Over the past several decades, grades at Princeton have been steadily rising, with two-thirds of undergraduate grades in the A-range during the 2024–25 academic year. While peer institutions are actively discussing grade deflation measures, Gordin made it clear that the University was not considering such changes. 

“There’s no grade deflation panel that has been impaneled in secret. We’re not having those discussions,” he said. 

“[If] the curriculum is just as rigorous, why should the grade matter? It kind of concedes the whole case, because it assumes that the rigor is a property of the content that floats free from the act of evaluation,” Yale law professor Sarath Sanga, who was on the faculty committee that produced the Yale report, said in an interview with the ‘Prince.’ 

“[Rigor is] established through the practice of distinguishing a correct derivation or mastery over a subject from mere adequacy,” Sanga added.

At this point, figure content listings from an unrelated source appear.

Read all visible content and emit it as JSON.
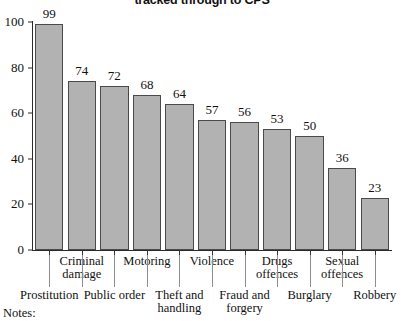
{
  "title": "tracked through to CPS",
  "notes_label": "Notes:",
  "colors": {
    "bar_fill": "#b2b2b2",
    "bar_stroke": "#4a4a4a",
    "axis": "#2a2a2a",
    "text": "#111111"
  },
  "chart_data": {
    "type": "bar",
    "title": "tracked through to CPS",
    "xlabel": "",
    "ylabel": "",
    "ylim": [
      0,
      100
    ],
    "yticks": [
      0,
      20,
      40,
      60,
      80,
      100
    ],
    "grid": false,
    "legend": null,
    "categories": [
      "Prostitution",
      "Criminal damage",
      "Public order",
      "Motoring",
      "Theft and handling",
      "Violence",
      "Fraud and forgery",
      "Drugs offences",
      "Burglary",
      "Sexual offences",
      "Robbery"
    ],
    "values": [
      99,
      74,
      72,
      68,
      64,
      57,
      56,
      53,
      50,
      36,
      23
    ],
    "label_rows": [
      "bottom",
      "top",
      "bottom",
      "top",
      "bottom",
      "top",
      "bottom",
      "top",
      "bottom",
      "top",
      "bottom"
    ]
  }
}
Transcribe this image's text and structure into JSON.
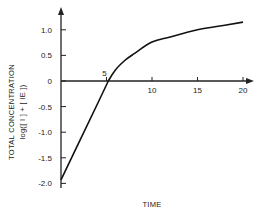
{
  "chart_data": {
    "type": "line",
    "title": "",
    "xlabel": "TIME",
    "ylabel": "TOTAL CONCENTRATION",
    "ylabel_sub": "log([ I ] + [ IE ])",
    "xlim": [
      0,
      21
    ],
    "ylim": [
      -2.1,
      1.4
    ],
    "x_ticks": [
      5,
      10,
      15,
      20
    ],
    "x_tick_labels": [
      "5",
      "10",
      "15",
      "20"
    ],
    "y_ticks": [
      1.0,
      0.5,
      0,
      -0.5,
      -1.0,
      -1.5,
      -2.0
    ],
    "y_tick_labels": [
      "1.0",
      "0.5",
      "0",
      "-0.5",
      "-1.0",
      "-1.5",
      "-2.0"
    ],
    "grid": false,
    "legend": null,
    "series": [
      {
        "name": "total concentration",
        "x": [
          0,
          2,
          4,
          5.2,
          6,
          7,
          8,
          10,
          12,
          15,
          18,
          20
        ],
        "y": [
          -1.93,
          -1.19,
          -0.45,
          0.0,
          0.22,
          0.4,
          0.53,
          0.76,
          0.86,
          1.0,
          1.09,
          1.15
        ]
      }
    ]
  }
}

The Yale report recommended that the school implement a universal mean grade point average standard of 3.0, or another college-wide standard. 

“There are things that are negative about grade inflation, or grade compression … everybody has the same grades; employers don't love that, it’s very hard to award prizes, it’s very hard to award honors,” Gordin said. “Those things are true, but it’s not clear what a solution would be and whether the cost of a solution is worth it.” 

Many questioned the relationship between grade inflation and public trust in higher education institutions, as expressed in the Yale report.

“I honestly don’t know whether grade inflation influences public trust,” Beitz said. “Independently of the public trust issue, I think grade inflation at Princeton is really quite a serious problem … there’s a practical question of whether anything can be done about it.”

A 2014 faculty committee report that helped end Princeton’s 2004 “grade deflation” policy found that the A-range caps caused students to believe they were “competing for a limited resource of A grades,” with little effect on inconsistent standards between departments.

“I personally have not seen a lot of evidence that [grade compression] is really the thing that people are super concerned about,” Müller said. “I wouldn’t at all be against a wider discussion about this … I think it is healthier to have grades mean something.”

The Yale report at Princeton

Though members on the faculty committee who wrote the report focused their research on Yale specifically, some topics addressed, they say, may apply to other schools. 

“Our hope was that, while it was specific to Yale, there are lots of other institutions that might be interested in and grappling with some of the same issues that we were taking on. I think that other Ivy League and selective private universities probably have the most in common with some of the specifics of the report,” Gage said. 

“I think this is a really healthy exercise for any institution to undertake,” she added.

The Princeton administration has not yet announced plans to conduct a similar investigation.

“There are a lot of differences between the Princeton context and the Yale context, and between the Yale context and the rest of higher education that are important to keep in mind,” Gordin said. 

Devon Rudolph is the head Podcast editor and a senior News writer. She is from Fairfax, Va. She can be reached at devonr[at]dailyprincetonian.com.

Chris Braun contributed reporting.

Please send any corrections to corrections[at]dailyprincetonian.com.